Thirty Years in a White Haze: Dan Egan’s Story of Worldwide Adventure and the Evolution of Extreme Skiing, by Dan Egan & Eric Wilbur. Degan Media, Inc., 6 x 9”, 418 pages, paperback. $39.95 (Kindle edition $9.99)


By John Lundin

Ski Jumping in Washington State
A Nordic Tradition
By John W. Lundin

Ski jumping, once Washington’s most popular winter sport, was introduced by Norwegian immigrants in the early 20th century. In the Pacific Northwest, competitive jumping began at Rossland, British Columbia, in 1898. The sport migrated to Spokane’s Browne’s Mountain in 1913 and Seattle’s Queen Anne Hill in 1916, moved to midsummer tournaments on Mount Rainier in 1917 and expanded statewide as new ski clubs formed. Washington tournaments attracted the world’s best jumpers—Birger and Sigmund Ruud, Alf Engen, Sigurd Ulland and Reidar Andersen, among others. In 1941, Torger Tokle set two national distance records there in just three weeks. Regional ski areas hosted national and international championships as well as Olympic tryouts, entertaining spectators until Leavenworth’s last tournament in 1978.

Big-hill ski jumping in the Northwest suffered a major blow when the Milwaukee Road Ski Bowl at Hyak burned down in 1949 and was not rebuilt. By the 1970s, public interest had faded and the Northwest’s historic facilities were all dismantled. Leavenworth’s really big jump was the last to go. Unsustainable maintenance and insurance costs contributed to the demise.

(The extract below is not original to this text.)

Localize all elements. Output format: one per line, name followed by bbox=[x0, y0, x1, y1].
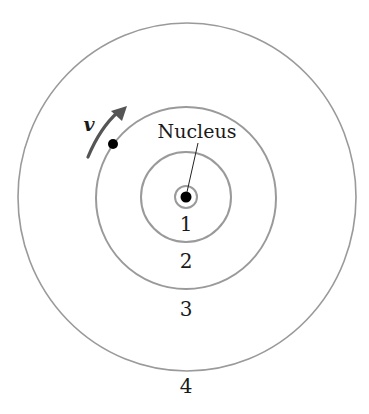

Seattle-based lawyer, historian and award-winning author John W. Lundin re-creates the excitement of this nearly forgotten ski jumping heritage. The book was written in conjunction with an exhibit put together by the National Nordic Museum and the Washington State Ski and Snowboard Museum. This is the author’s third ISHA Skade Award: He was honored in 2018 for Early Skiing on Snoqualmie Pass and in 2021 for Skiing Sun Valley: From the Union Pacific to the Holdings. –SM 

Ski Jumping in Washington State: A Nordic Tradition by John W. Lundin, History Press, 226 pages. $32.99 hardbound, $23.99 softcover.